How can the continual loss of this excellent source of protein from the ocean depths be explained?

Well, ask yourself how many kinds of ocean fish can you name — salmon, haddock, lobster, shrimp, tuna, scallops, halibut, and perhaps a few others.

But the Atlantic, Gulf and Pacific coastal waters are teeming with larger numbers of little known but edible and nutritious fish. They just don’t have the brand name recogni­tion.

FOR STARTERS, you could be enjoying more pollock, pacific hake, herring, anchovy, croaker, red crab, squid and dogfish. The Department of Commerce estimates that 3.6 bil­lion pounds of Alaskan pollock could be harvested annually compared to the 14 million pounds caught in 1973.

In fact, the amount of Alaskan pol­lock that could be harvested is 1.3 billion pounds greater than the entire U. S. harvest of all species of edible fish in 1973.

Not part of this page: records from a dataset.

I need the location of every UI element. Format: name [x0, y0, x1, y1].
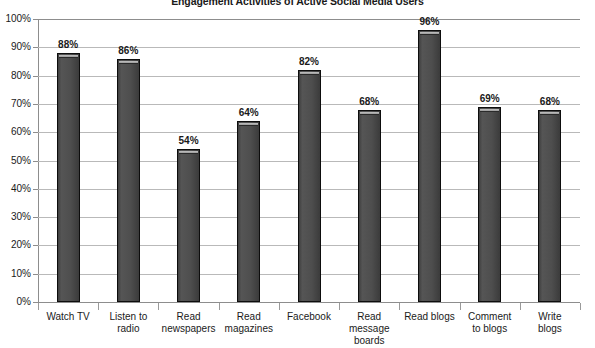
- bar-slot: 86%: [117, 19, 140, 302]
- x-axis-label-line: Write: [520, 311, 580, 323]
- bar-value-label: 88%: [43, 39, 94, 50]
- y-axis-label: 20%: [0, 240, 31, 250]
- bar-top-highlight: [59, 55, 78, 58]
- y-axis-label: 10%: [0, 269, 31, 279]
- x-axis-label: Facebook: [279, 311, 339, 323]
- plot-area: 88%86%54%64%82%68%96%69%68%: [38, 19, 580, 302]
- x-axis-label: Readmagazines: [219, 311, 279, 335]
- x-axis-label-line: Read: [158, 311, 218, 323]
- y-axis-label: 60%: [0, 127, 31, 137]
- x-axis-tick: [339, 303, 340, 310]
- x-axis-label: Writeblogs: [520, 311, 580, 335]
- x-axis-label-line: Comment: [460, 311, 520, 323]
- bar-slot: 64%: [237, 19, 260, 302]
- x-axis-tick: [279, 303, 280, 310]
- y-axis-label: 30%: [0, 212, 31, 222]
- bar-top-highlight: [360, 112, 379, 115]
- x-axis-label-line: blogs: [520, 323, 580, 335]
- x-axis-label: Commentto blogs: [460, 311, 520, 335]
- bar[interactable]: [418, 30, 441, 302]
- x-axis-tick: [219, 303, 220, 310]
- bar-top-highlight: [119, 61, 138, 64]
- x-axis-tick: [580, 303, 581, 310]
- x-axis-label-line: to blogs: [460, 323, 520, 335]
- bar-value-label: 86%: [103, 45, 154, 56]
- x-axis-label: Watch TV: [38, 311, 98, 323]
- bar-slot: 68%: [358, 19, 381, 302]
- x-axis-label: Read blogs: [399, 311, 459, 323]
- bar-top-highlight: [540, 112, 559, 115]
- bar-top-highlight: [179, 151, 198, 154]
- y-axis-label: 80%: [0, 71, 31, 81]
- bar[interactable]: [358, 110, 381, 302]
- x-axis-line: [38, 302, 580, 303]
- bar-chart: Engagement Activities of Active Social M…: [0, 0, 595, 348]
- bar[interactable]: [237, 121, 260, 302]
- bar-slot: 82%: [298, 19, 321, 302]
- bar[interactable]: [478, 107, 501, 302]
- x-axis-tick: [399, 303, 400, 310]
- x-axis-label-line: boards: [339, 335, 399, 347]
- y-axis-label: 90%: [0, 42, 31, 52]
- bar-slot: 96%: [418, 19, 441, 302]
- bar[interactable]: [538, 110, 561, 302]
- bar[interactable]: [177, 149, 200, 302]
- x-axis-label-line: magazines: [219, 323, 279, 335]
- x-axis-label: Listen toradio: [98, 311, 158, 335]
- bar[interactable]: [117, 59, 140, 302]
- x-axis-tick: [158, 303, 159, 310]
- bar-value-label: 64%: [223, 107, 274, 118]
- y-axis-label: 0%: [0, 297, 31, 307]
- y-axis-label: 70%: [0, 99, 31, 109]
- x-axis-label: Readnewspapers: [158, 311, 218, 335]
- x-axis-label-line: Read blogs: [399, 311, 459, 323]
- x-axis-tick: [98, 303, 99, 310]
- x-axis-label-line: newspapers: [158, 323, 218, 335]
- x-axis-origin-tick: [38, 303, 39, 310]
- y-axis-label: 100%: [0, 14, 31, 24]
- x-axis-label-line: message: [339, 323, 399, 335]
- x-axis-label-line: Facebook: [279, 311, 339, 323]
- bar-value-label: 68%: [524, 96, 575, 107]
- bar-top-highlight: [420, 32, 439, 35]
- x-axis-label-line: radio: [98, 323, 158, 335]
- bar-slot: 68%: [538, 19, 561, 302]
- x-axis-label-line: Read: [219, 311, 279, 323]
- x-axis-tick: [520, 303, 521, 310]
- bar-value-label: 82%: [284, 56, 335, 67]
- bar-top-highlight: [239, 123, 258, 126]
- y-axis-label: 40%: [0, 184, 31, 194]
- bar[interactable]: [57, 53, 80, 302]
- bar-value-label: 54%: [163, 135, 214, 146]
- x-axis-label-line: Listen to: [98, 311, 158, 323]
- x-axis-label-line: Watch TV: [38, 311, 98, 323]
- bar-value-label: 96%: [404, 16, 455, 27]
- x-axis-label-line: Read: [339, 311, 399, 323]
- bar-value-label: 69%: [464, 93, 515, 104]
- y-axis-label: 50%: [0, 156, 31, 166]
- bar-value-label: 68%: [344, 96, 395, 107]
- bar-slot: 54%: [177, 19, 200, 302]
- chart-title: Engagement Activities of Active Social M…: [0, 0, 595, 7]
- x-axis-label: Readmessageboards: [339, 311, 399, 347]
- x-axis-tick: [460, 303, 461, 310]
- bar[interactable]: [298, 70, 321, 302]
- bar-slot: 88%: [57, 19, 80, 302]
- bar-top-highlight: [480, 109, 499, 112]
- bar-slot: 69%: [478, 19, 501, 302]
- bar-top-highlight: [300, 72, 319, 75]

However, the fishing industry’s harvesting, processing and market­ing structure is not geared to the introduction of so-called “underuti­lized” species in the marketplace.

To do so would require a sustained
ability to build up a market of con­sumers large enough to satisfy the fishermen, the dockside handlers and the rest of the commercial stages of the industry all the way to the ulti­mate consumer.

ALL THE LINKS in this chain have to be commercially rewarded. The different segments of the fishing industry, wracked by the competition from foreign fishing fleets and slowed by their aging equipment, not surprisingly choose to stay with the popular brand name fish. As a result, such species as lobsters are being overfished and the harvests are pre­dictably declining.

The global consequence of such fishing practices is that many people will starve to death even though a few miles off shore there are abun­dant fisheries.

Two years ago, the Food and Agri­culture Organization (FAO) of the United Nations noted that with every pound of trawled shrimp brought on deck, there are six to ten pounds of unwanted fish. These are promptly thrown overboard.

The FAO’s conservative estimate is that 5 million tons of such fish are discarded each year from the shrimp boats.

EVERY DAY off our coast lines, fishermen are throwing overboard tons of edible fish simply because there is no existing market for them. Since consumer demand for fish con­tinues to grow, particularly as meat prices rise, the problem is how to market these fish products

Per capita consumption of fish in this country is still less than a fifth that of meat, which gives some indi­cation of the marketing potential.

For years, all kinds of ideas have been suggested. These include gov­ernment subsidies and loan guaran­tees for modern harvesting and processing equipment, the establish­ment of more producer cooperatives, and the pooling of advertising funds to “sell” little known fish species to consumers. Currently, U.S. fisher­men supply only one third of the ed­ible fish consumed by Americans; the rest comes from imports.

OVER THE YEARS government agencies, most recently the national Marine Fisheries Service of the De­partment of Commerce, have had minimal success in assisting the fishing industry to increase its har­vest from the seas of underfished species.

It is doubtful whether the service’s forthcoming national fisheries plan will provide an impetus to the gov­ernment’s efforts without a broader consumer recognition of what is at stake.

The GAO report summed it up well: “Developing the vast underuti­lized fish resources into commercial­ly viable fisheries would increase the supply of fish products available to the U.S. consumer, could help reduce the current large imbalance in our trade of fish and fish products . . . and could increase opportunities to export fish products attractive to foreign markets.”